Despite the extensive resources at Penn Medicine, surveys revealed that the Navy team lacked experience with acute burn treatment and pediatric patients. For the second phase, the team will rotate into a local burn center and at Children’s Hospital of Philadelphia.
Sometimes, the circumstances of combat are quite different from those of Philadelphia: the environment can be loud, dark, dusty or smoky, and specific tools or personnel may not be available. Penn Medicine is in the process of securing funding for immersive environment technology, which uses projectors to transform a simulation training room into a combat zone. The system can reproduce the chaos of combat, using sounds of gunfire or explosions, sirens and civilians, flickering lights, even producing smoke.
Looking ahead to the next phase
Since the teams in the next phase of the partnership should be prepared to deploy after their first year, program leaders have had to adjust the training schedule.
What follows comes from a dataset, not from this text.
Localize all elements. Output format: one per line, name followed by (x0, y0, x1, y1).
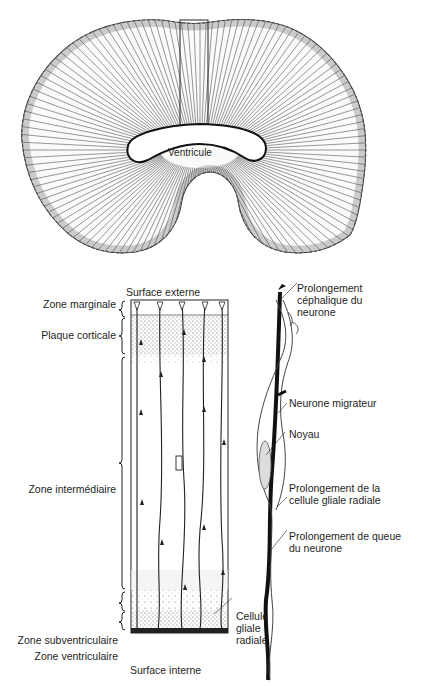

“The program is a lot more condensed in this phase,” said Kramer. “We have a blueprint, but we’re tweaking it to accelerate team building and to get them ready to treat real patients in the trauma bay sooner.”
Encouraged by the success of the first phase of the partnership, Penn Medicine and Navy team members alike are energized and ready for the next six years.
“Everyone is so eager to help us make this partnership successful, and it has a huge impact on both the Navy team and the Penn Medicine staff who interact with them. It’s a huge morale boost all around,” said Schwab, who was recently honored by the American College of Surgeons for his career in trauma surgery and advocacy for military-civilian partnerships.
He added, “It’s truly an honor to be able to play this role in supporting our country.”